December 25, 2024
DC Circuit Partly Vacates FERC Gas Pipeline Approval
Mountain Valley Pipeline Can Continue Construction While Agency Reviews Decision
Construction of the Mountain Valley Pipeline
Construction of the Mountain Valley Pipeline | Shutterstock
The ruling means FERC has to reconsider its decision not to perform a new environmental assessment of the Mountain Valley Pipeline.

FERC will have to take another look at the politically sensitive Mountain Valley Pipeline after the D.C. Circuit Court of Appeals on Friday remanded the commission’s decision to not perform a new environmental assessment of the project (21-1512).

Led by Equitrans Midstream Partners (NYSE:ETRN), the pipeline project, which has major backers including Sen. Joe Manchin (D-W. Va.), has been opposed by environmentalists and others who argue it is unneeded. Opponents have successfully challenged FERC and other agencies’ approvals for the project.

The pipeline, which Equitrans says is 94% complete, runs 303 miles from northwestern West Virginia to southern Virginia to bring shale gas to customers in the Southeast.

FERC granted a certificate to MVP back in 2017, but the project ran into delays as its permits from the Bureau of Land Management, Forest Service, Army Corps of Engineers, and Fish and Wildlife Service were successfully challenged in the courts. The company asked FERC for two extensions to in-service dates, which the commission granted, but those decisions were appealed by Sierra Club and others.

The pipeline now has until October 2026 to finish construction, and this year it regained two other federal permits from Fish and Wildlife, the Forest Service and the Bureau of Land Management. But this year has also seen additional legal setbacks, as the project’s permit from the West Virginia Department of Environmental Protection was vacated in April, which leaves uncertain whether it will be able to obtain a new permit from the Army Corps of Engineers, the court said.

The D.C. Circuit’s decision does not interfere with the pipeline’s construction, but the judges agreed with the appellants’ argument that FERC had failed to conduct a fresh environmental impact statement (EIS) or adequately explain why one was not needed when it extended MVP’s in-service date.

FERC had to prepare an EIS when it initially approved the project, which involved clearing a 125-foot corridor along its route and then digging or blasting a trench to bury the actual pipeline, the soil from which would dislodge into nearby waterways, increasing sedimentation. FERC found those impacts could be controlled by silt fences and other methods.

Both Virginia and West Virginia have fined Equitrans for failing to prevent increased sedimentation along its route.

In allowing the project to move ahead with construction, after it had sorted most of its other required permits, FERC reasoned that wrapping up the build would eliminate the risk of erosion and sedimentation from construction activities.

While the project’s sedimentation impacts differed from what FERC expected due to unpredictable rainfall, the commission determined the deviations were not enough to warrant a new EIS.

Sierra Club and others argued that FERC overestimated MVP’s ability to control erosion and sedimentation, and the court agreed that the regulator failed to explain its rejection of that claim. The violations pursued by the two states show the project’s controls had failures.

FERC failed to explain why the controls would be adequate going forward given the past failures, the court found. It also said the state fines do not excuse FERC from assessing the project’s ongoing environmental impacts.

A consent decree MVP signed, agreed to in a settlement with Virginia, could remediate the issue going forward, but the court said FERC failed to assess that.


What to work on -> Filter the entries for the word "plot". Copy each line in which it occurs.

Source records ->
━━━

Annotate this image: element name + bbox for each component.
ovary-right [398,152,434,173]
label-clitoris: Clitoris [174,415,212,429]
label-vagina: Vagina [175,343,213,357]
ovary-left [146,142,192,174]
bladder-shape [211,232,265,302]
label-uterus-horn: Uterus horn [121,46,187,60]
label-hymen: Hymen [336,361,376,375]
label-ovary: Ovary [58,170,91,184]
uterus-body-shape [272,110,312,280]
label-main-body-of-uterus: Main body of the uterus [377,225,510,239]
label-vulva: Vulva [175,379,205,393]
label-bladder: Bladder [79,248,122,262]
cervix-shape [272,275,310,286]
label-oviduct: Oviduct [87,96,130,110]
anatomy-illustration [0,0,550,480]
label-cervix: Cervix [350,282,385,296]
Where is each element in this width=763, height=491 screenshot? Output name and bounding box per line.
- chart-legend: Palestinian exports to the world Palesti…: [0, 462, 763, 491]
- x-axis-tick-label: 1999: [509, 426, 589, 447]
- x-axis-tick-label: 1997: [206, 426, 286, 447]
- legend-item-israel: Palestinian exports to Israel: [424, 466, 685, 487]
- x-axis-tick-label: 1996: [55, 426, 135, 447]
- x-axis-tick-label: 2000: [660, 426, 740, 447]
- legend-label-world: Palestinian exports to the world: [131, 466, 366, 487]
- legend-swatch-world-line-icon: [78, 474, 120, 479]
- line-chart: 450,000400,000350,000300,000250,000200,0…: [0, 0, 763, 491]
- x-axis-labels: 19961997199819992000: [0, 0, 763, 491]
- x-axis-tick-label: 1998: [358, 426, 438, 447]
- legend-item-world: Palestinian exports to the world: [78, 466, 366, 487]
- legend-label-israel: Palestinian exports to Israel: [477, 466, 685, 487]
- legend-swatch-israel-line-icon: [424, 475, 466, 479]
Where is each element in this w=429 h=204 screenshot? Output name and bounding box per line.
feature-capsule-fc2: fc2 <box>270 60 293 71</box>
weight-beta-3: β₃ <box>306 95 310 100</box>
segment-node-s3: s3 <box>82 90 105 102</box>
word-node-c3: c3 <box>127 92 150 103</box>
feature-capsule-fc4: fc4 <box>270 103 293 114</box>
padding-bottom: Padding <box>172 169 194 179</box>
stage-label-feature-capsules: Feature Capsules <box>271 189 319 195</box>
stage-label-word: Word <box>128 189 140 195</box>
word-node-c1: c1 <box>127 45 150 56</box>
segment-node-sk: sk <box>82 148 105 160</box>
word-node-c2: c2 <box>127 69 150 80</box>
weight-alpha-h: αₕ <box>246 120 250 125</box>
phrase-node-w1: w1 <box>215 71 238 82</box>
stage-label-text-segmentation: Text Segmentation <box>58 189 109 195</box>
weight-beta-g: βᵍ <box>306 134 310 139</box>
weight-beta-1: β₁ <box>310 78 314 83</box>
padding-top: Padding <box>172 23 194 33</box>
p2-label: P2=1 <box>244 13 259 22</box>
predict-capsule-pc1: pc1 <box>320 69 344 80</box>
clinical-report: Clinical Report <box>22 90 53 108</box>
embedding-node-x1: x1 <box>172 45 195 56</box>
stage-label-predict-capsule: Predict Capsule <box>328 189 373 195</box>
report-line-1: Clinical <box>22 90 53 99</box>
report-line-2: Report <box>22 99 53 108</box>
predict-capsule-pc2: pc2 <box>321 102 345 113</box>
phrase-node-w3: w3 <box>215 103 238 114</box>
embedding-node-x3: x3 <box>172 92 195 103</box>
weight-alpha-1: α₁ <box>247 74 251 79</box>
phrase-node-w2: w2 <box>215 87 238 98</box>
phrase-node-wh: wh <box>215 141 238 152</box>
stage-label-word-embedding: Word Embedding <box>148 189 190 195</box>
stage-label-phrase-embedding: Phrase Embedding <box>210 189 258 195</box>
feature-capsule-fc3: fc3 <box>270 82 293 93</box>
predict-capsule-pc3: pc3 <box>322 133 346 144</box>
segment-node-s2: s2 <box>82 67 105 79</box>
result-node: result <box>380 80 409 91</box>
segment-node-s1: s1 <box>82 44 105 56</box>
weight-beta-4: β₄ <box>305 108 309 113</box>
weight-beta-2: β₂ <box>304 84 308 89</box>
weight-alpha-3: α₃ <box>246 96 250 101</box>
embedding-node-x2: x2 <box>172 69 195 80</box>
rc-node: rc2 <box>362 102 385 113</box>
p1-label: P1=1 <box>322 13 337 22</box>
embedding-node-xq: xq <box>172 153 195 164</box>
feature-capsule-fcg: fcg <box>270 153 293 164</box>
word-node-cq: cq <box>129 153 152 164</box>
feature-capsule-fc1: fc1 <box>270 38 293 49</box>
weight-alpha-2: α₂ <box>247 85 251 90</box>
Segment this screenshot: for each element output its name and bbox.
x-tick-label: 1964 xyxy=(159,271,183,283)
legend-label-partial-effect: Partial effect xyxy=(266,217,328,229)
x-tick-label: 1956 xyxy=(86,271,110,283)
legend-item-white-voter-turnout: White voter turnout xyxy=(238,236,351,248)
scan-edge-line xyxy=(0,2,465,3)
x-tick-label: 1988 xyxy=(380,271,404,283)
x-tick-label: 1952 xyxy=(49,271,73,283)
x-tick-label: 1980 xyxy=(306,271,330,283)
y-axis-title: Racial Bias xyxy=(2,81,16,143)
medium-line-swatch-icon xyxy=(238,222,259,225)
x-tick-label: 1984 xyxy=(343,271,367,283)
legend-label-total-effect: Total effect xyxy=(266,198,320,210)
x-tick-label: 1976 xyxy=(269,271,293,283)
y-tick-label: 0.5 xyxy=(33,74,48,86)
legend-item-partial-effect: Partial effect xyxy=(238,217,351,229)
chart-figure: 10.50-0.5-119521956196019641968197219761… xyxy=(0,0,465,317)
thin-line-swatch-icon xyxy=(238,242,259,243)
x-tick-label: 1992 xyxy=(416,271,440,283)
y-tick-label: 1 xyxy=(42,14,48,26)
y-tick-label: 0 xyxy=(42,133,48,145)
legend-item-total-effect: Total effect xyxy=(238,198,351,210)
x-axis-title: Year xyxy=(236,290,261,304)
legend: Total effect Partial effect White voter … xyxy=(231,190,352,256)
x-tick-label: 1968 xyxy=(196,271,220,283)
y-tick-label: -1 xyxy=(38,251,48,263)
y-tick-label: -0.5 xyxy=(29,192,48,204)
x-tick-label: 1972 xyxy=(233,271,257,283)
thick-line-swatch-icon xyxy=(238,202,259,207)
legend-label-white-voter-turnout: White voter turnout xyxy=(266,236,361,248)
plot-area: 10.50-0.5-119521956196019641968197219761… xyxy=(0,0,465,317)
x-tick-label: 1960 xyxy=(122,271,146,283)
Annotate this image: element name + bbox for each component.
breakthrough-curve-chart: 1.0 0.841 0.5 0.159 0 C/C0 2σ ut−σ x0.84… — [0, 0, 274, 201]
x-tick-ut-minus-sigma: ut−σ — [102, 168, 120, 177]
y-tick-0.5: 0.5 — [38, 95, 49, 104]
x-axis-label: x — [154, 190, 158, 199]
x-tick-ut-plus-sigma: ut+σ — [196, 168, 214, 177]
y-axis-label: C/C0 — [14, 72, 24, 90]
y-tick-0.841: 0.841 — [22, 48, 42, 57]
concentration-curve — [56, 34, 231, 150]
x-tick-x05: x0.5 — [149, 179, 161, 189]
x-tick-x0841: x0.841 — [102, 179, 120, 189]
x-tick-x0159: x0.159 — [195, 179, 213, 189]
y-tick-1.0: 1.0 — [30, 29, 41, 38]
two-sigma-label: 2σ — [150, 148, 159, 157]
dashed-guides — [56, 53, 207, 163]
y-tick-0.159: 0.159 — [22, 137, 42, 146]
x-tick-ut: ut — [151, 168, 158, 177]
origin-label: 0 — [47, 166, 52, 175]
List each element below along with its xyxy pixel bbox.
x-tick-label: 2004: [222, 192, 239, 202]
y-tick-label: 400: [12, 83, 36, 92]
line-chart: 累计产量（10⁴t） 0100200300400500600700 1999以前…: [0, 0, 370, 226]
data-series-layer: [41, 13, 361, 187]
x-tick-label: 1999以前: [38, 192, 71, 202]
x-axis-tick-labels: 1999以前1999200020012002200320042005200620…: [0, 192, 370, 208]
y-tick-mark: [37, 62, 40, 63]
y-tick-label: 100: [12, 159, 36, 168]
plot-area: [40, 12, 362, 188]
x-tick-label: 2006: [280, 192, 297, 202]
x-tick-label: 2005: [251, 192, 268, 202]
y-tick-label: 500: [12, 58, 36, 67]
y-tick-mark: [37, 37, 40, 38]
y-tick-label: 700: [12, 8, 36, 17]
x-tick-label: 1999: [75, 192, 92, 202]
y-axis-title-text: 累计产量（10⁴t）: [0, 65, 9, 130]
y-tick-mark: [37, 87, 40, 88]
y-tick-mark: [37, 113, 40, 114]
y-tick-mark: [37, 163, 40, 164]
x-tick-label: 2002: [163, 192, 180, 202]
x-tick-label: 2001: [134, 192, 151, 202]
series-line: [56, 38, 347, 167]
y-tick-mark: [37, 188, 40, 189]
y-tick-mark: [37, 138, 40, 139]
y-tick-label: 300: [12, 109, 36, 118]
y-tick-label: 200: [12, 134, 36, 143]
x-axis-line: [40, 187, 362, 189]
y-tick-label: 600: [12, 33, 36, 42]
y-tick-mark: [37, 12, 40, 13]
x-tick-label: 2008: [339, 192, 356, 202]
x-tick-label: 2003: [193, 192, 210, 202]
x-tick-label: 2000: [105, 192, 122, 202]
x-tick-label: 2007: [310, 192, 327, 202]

━━━

Answer to this problem ->
plot-area: 10.50-0.5-119521956196019641968197219761… xyxy=(0,0,465,317)
plot-area: [40, 12, 362, 188]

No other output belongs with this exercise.